I was out to dinner with my family. I had my wife, my twin sons, my daughter, my cook, my butler, and my secretary. Though the last three were not actually family they felt like it, and I certainly treated them like it now. Our waiter then came over and asked us what we were having and I knew something was familiar about him.

“What can I get for y-- Is that you rich snobby man?” He chuckled.

“That’s me. I see you got yourself a job” I kidded back.

“I see you got yourself a wife.”

“I did and a family.” I smiled thinking about all of them there with me.

“You still live in that fancy apartment?”

“No.

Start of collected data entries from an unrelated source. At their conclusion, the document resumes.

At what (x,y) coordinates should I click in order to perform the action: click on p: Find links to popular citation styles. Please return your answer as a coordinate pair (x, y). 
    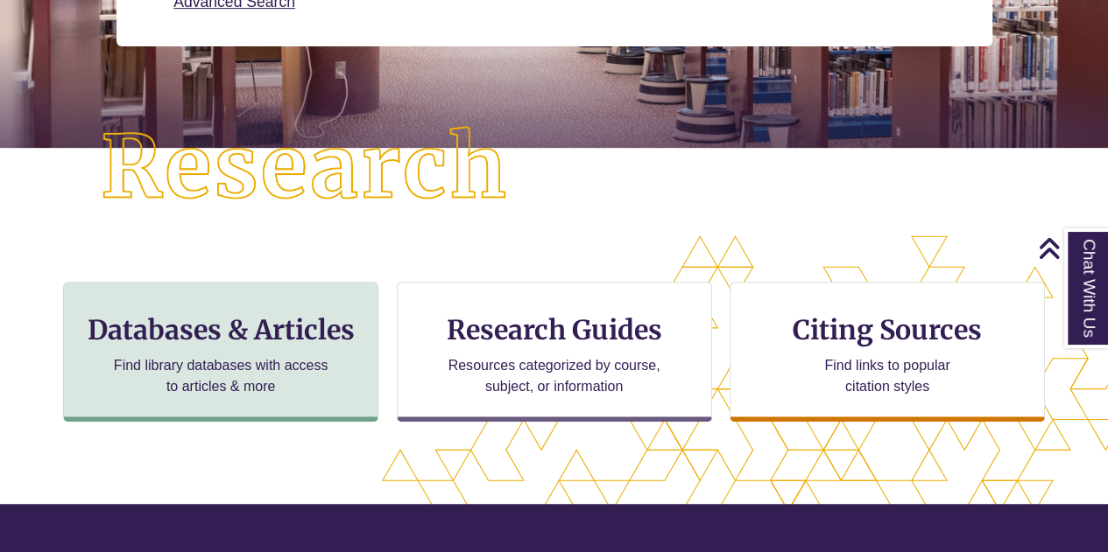
    Looking at the image, I should click on (886, 376).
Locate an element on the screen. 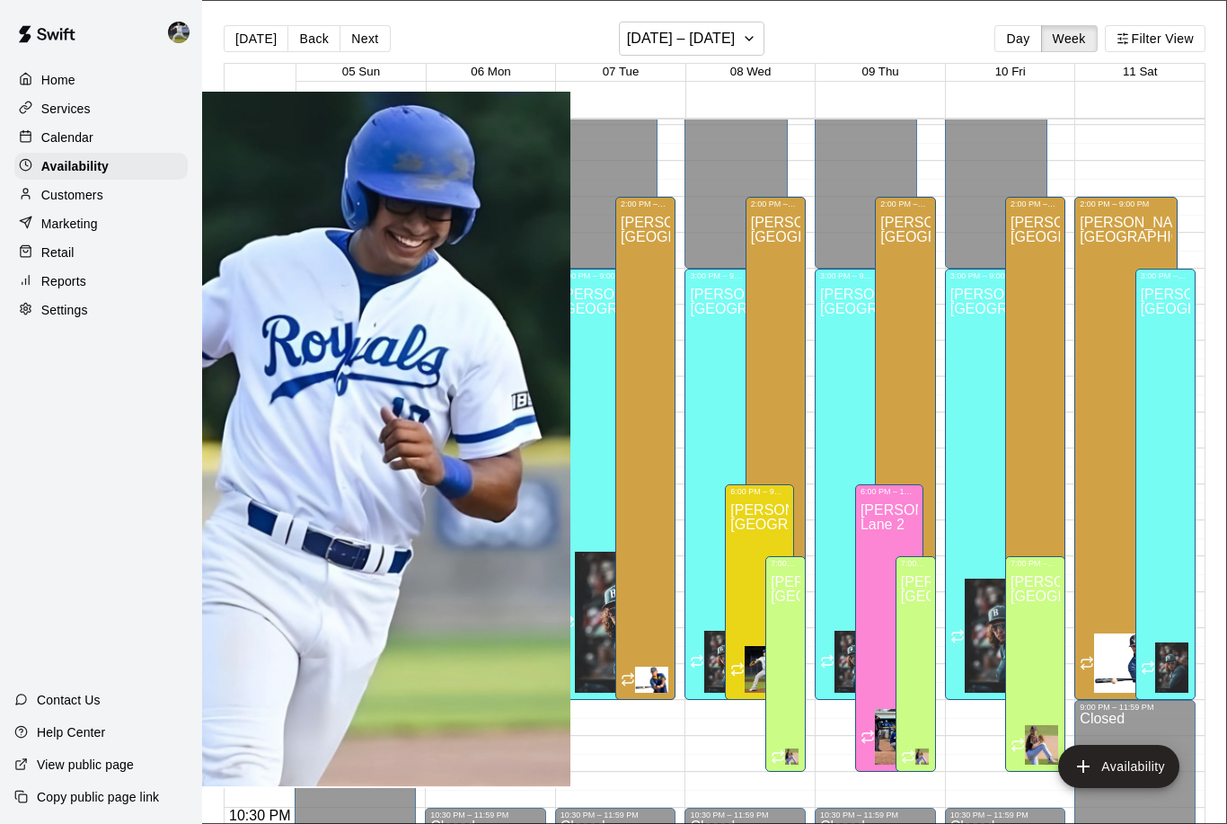 Image resolution: width=1227 pixels, height=824 pixels. div: 6:00 PM – 10:00 PM is located at coordinates (889, 491).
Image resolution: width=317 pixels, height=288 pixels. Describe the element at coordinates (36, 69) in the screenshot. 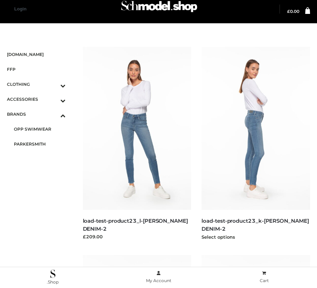

I see `span: FFP` at that location.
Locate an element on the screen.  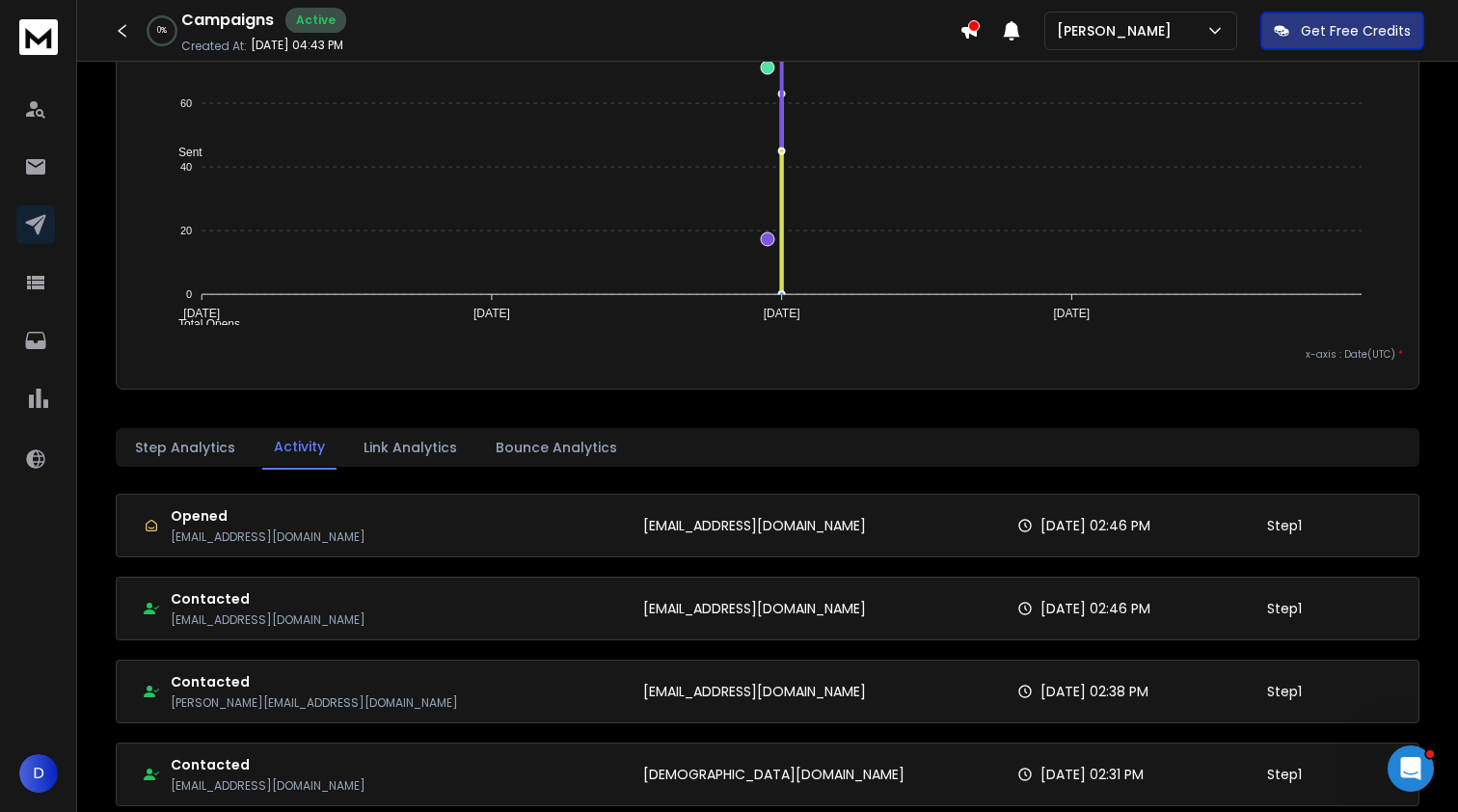
p: x-axis : Date(UTC) is located at coordinates (768, 353).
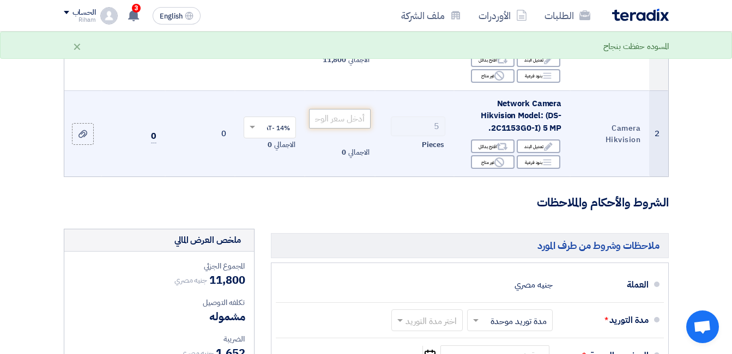 Image resolution: width=732 pixels, height=354 pixels. What do you see at coordinates (432, 145) in the screenshot?
I see `span: Pieces` at bounding box center [432, 145].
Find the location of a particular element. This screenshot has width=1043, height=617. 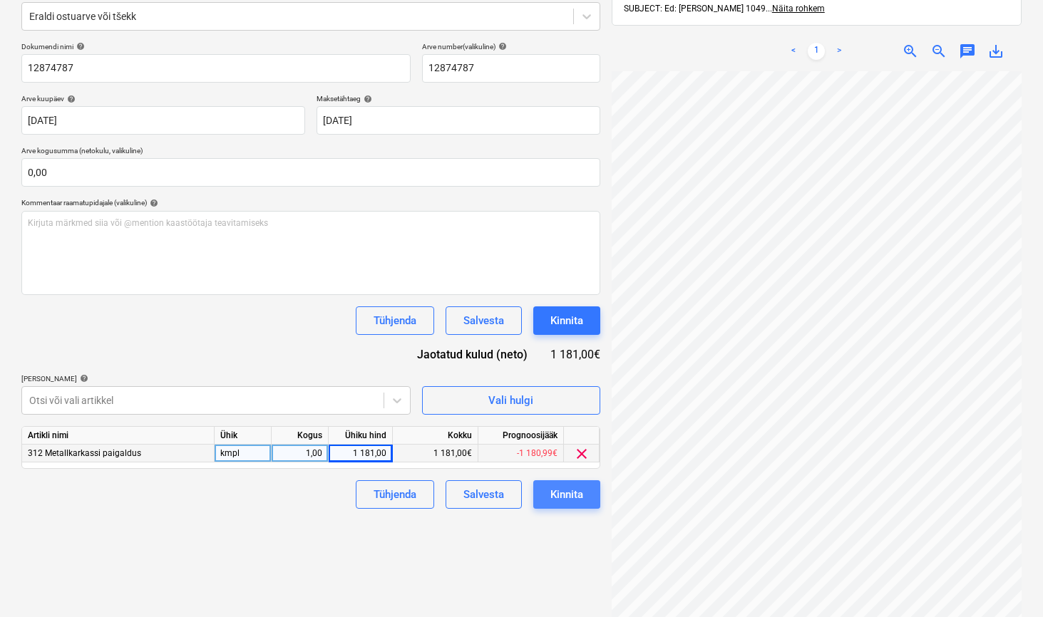

div: Artikli nimi is located at coordinates (118, 436).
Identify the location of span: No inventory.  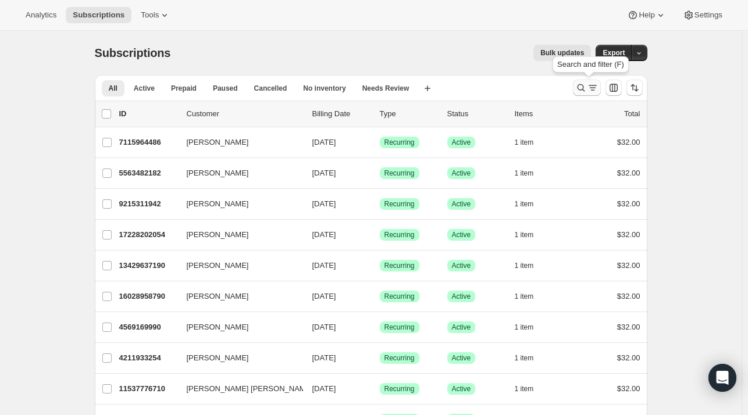
(324, 88).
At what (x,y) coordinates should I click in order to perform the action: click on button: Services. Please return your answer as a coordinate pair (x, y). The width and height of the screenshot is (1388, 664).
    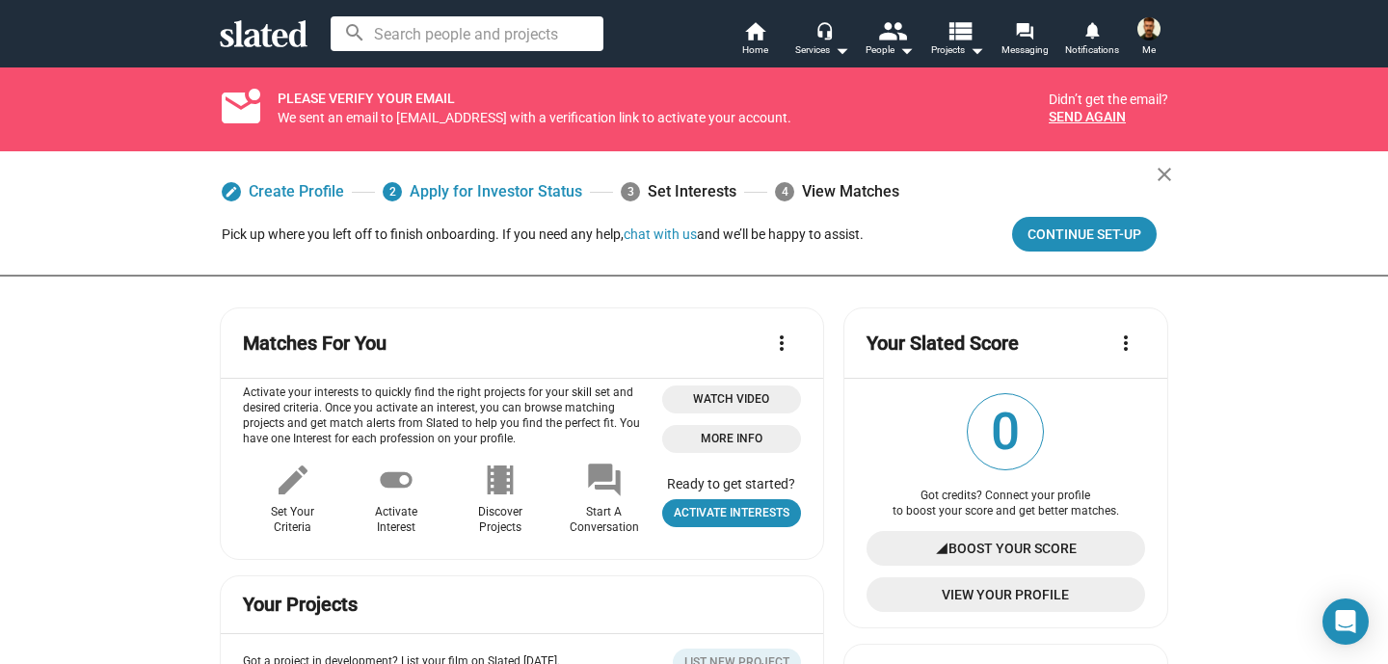
    Looking at the image, I should click on (822, 40).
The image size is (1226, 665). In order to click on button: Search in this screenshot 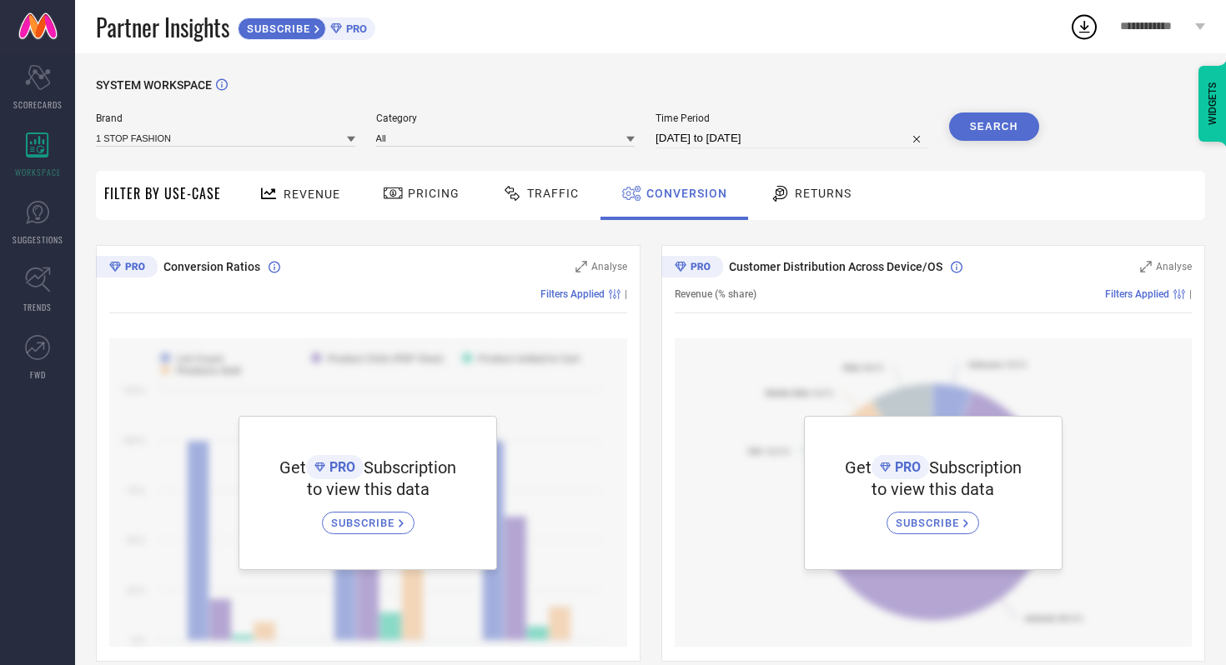, I will do `click(994, 127)`.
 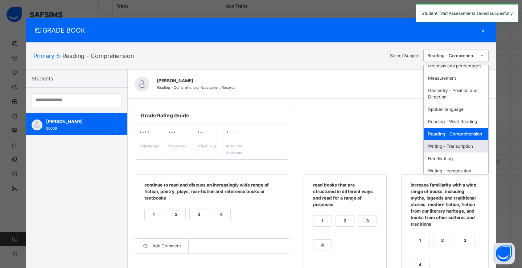 I want to click on div: Select Subject, so click(x=405, y=56).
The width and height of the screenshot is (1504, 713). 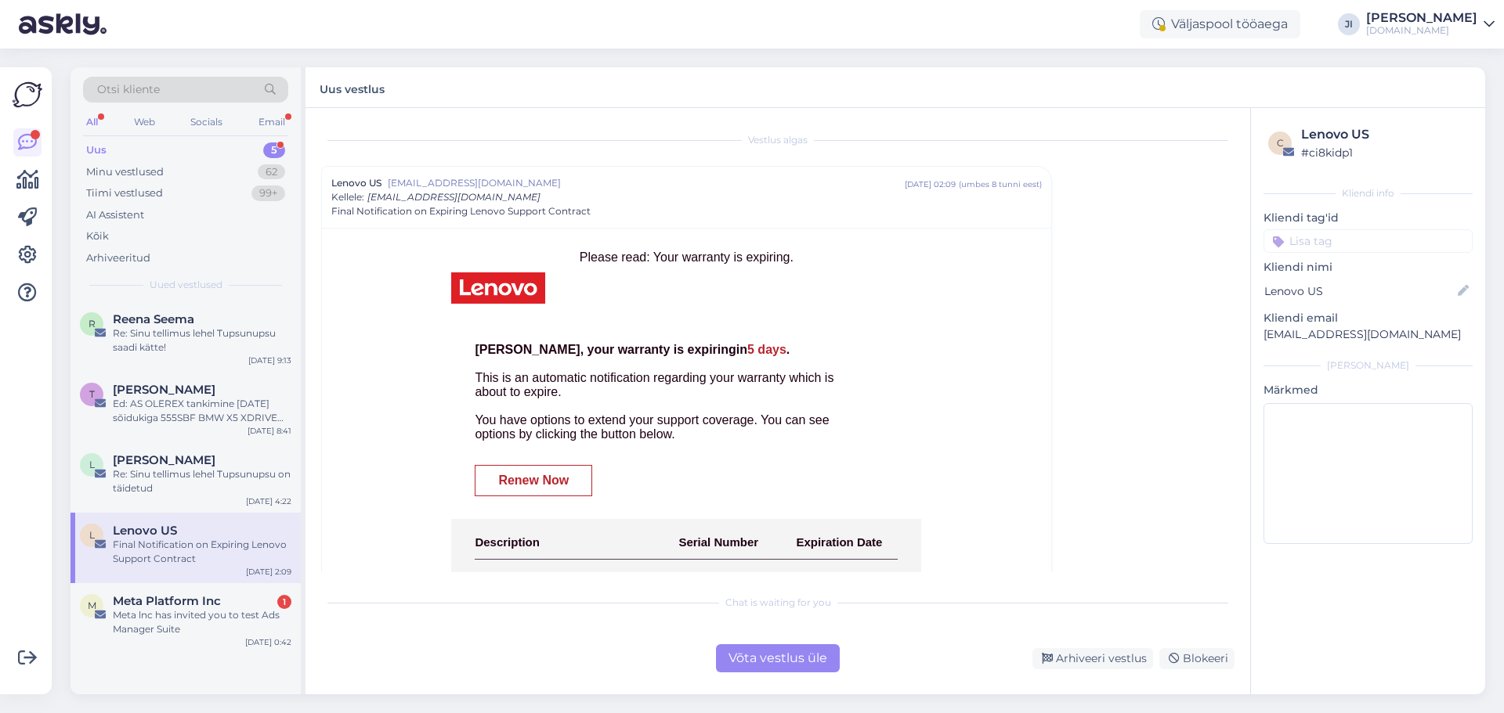 I want to click on td: Part Number: 82VG00G3MX, so click(x=576, y=577).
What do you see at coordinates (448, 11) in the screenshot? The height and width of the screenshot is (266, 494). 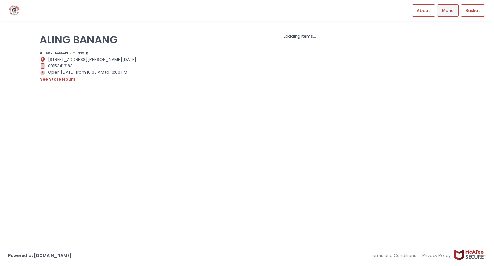 I see `span: Menu` at bounding box center [448, 11].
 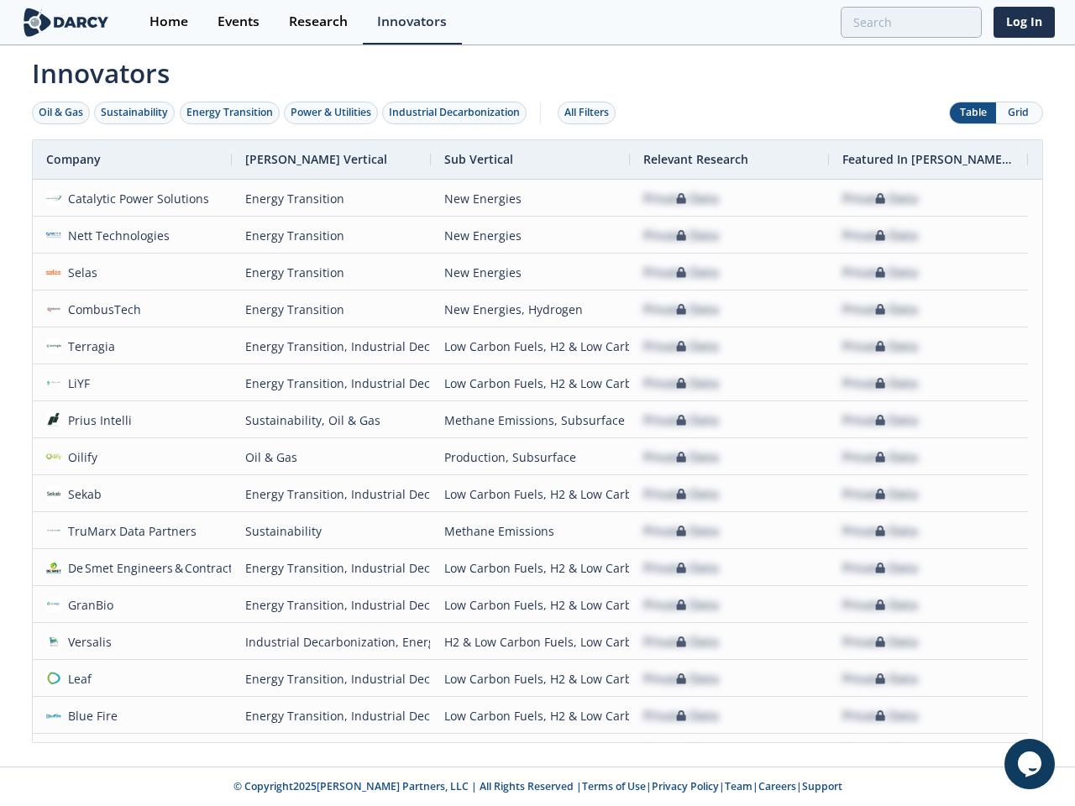 I want to click on div: Methane Emissions, so click(x=530, y=531).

I turned that into a homeless/unemployed shelter and help service center. Now, I live just outside the city. You still live in the city?”

“Yes, just in an actual apartment a few blocks down from my old corner. Thanks for the plague by the way.” The plague he was referring to was the one I put up on his corner that read “Here marks where I was asked ‘why’. The answer is simpler than you think”.

“Did you ever figure out the answer?”

“Yes, the answer is that there isn’t one. Society is how it is, and no one planned for it to be that way it just is.”

“Good. I am glad you figured it out. Anyway, Can I start you off with something to drink?”


The author's comments:

This piece was inspired by something that popped into my mind as well as what I see almost everyday.